Why would men who have sex with men or people who inject drugs disclose how they had become infected with HIV in a region where both behaviours are highly stigmatised, if not criminalised, he asked.
“The data we have is only as robust as the surveillance systems, and the social contexts that produce them,” he said.
Harm reduction programmes that could limit new HIV infections are largely funded by external donors throughout the region; 91% of all spending on HIV prevention programmes for key populations in the region – people who inject drugs, men who have sex with men and sex workers – was funded by external donors in 2011 (a total of $30 million).
Yet this activity is a drop in the ocean. In most countries in the region, for example, fewer than 100 clean syringes per year per person injecting drugs are distributed. In some cases, drug users may be injecting locally manufactured stimulants or krokodil, a home-made opioid manufactured from codeine, up to ten or twelve times a day.
Despite clear evidence of its effectiveness both in reducing injecting drug use and reducing the risk of HIV infection, opioid substitution therapy is also severely restricted owing to long-standing objections to its use by drug enforcement agencies and narcologists in the region.
Modelling presented by Professor Kazatchkine showed that expanding the coverage of needle exchange, opioid substitution therapy and antiretroviral therapy for people who inject drugs could have a very substantial impact on HIV incidence, even when the expansion in coverage is modest. What is critical for achieving high impact is the use of all three interventions in combination.
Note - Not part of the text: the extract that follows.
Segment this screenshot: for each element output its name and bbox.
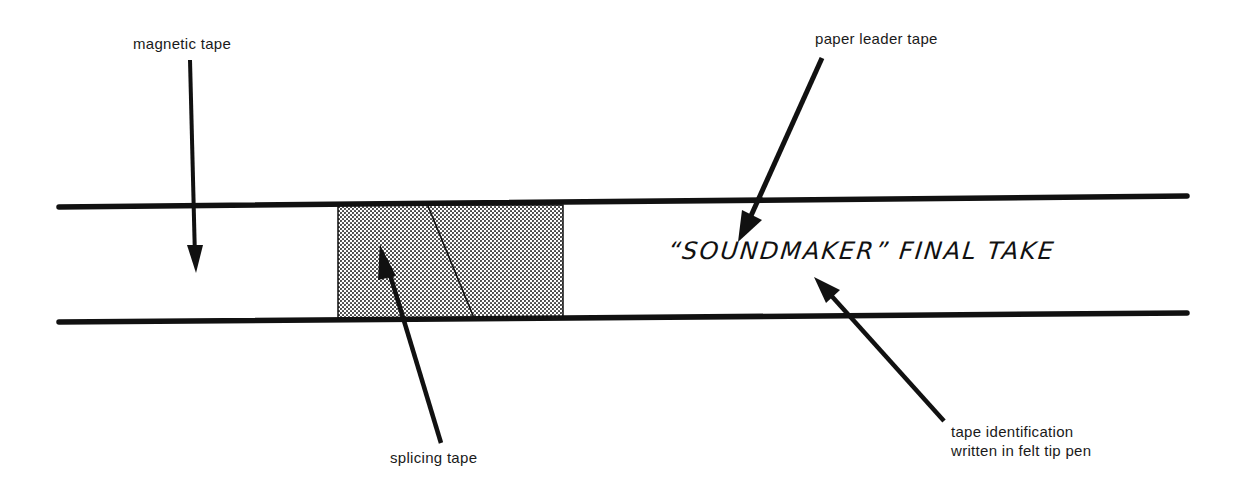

If opioid substitution therapy, needle and syringe exchange and antiretroviral therapy for everyone with CD4 counts below 350 were provided to half of all injecting drug users who come into contact with drug services each year, HIV incidence would be reduced by 63% over five years among people who inject drugs in the region.
Even very low levels of coverage, perhaps as little as 10% coverage, might nevertheless have a substantial impact on new infections, said Professor Kazatchkine.
A reduction in the incarceration of drug users for minor offences might also have an impact on new infections, he suggested. Forty to seventy per cent of all incarcerations in the region are for minor drug offences, typically possession of a small quantity of drugs for personal consumption. Having been arrested or imprisoned is associated with a reduced probability of avoiding HIV infection subsequently, and people who are imprisoned are also at high risk of exposure to TB.
The burden of tuberculosis in the region is amongst the highest in the world, and around 20% of all new TB cases are multi-drug resistant. The proportion of people with TB diagnosed with HIV rose by 20% each year in the period 2006 to 2011, yet HIV testing of people with TB – and TB screening in people diagnosed with HIV – remains abysmally low in most countries in the region.
Although political resistance to tackling many of the factors contributing to the quadruple epidemic remains high, immediate action could be taken to improve the situation in some countries that are still suffering the legacy of post-Soviet collapse.
“I would like the European Union to focus on the part of central and eastern Europe that is in the EU – the Baltic countries and south-eastern Europe. In 2011, Global Fund funding for HIV prevention and harm reduction in Romania stopped abruptly when Romania joined the EU, since when we have seen a 20-fold increase in HIV incidence among people who inject drugs.”
“Such events should be setting off alarms among donors and the European Union, and should lead to a re-thinking of how to support prevention programmes in middle-income countries.”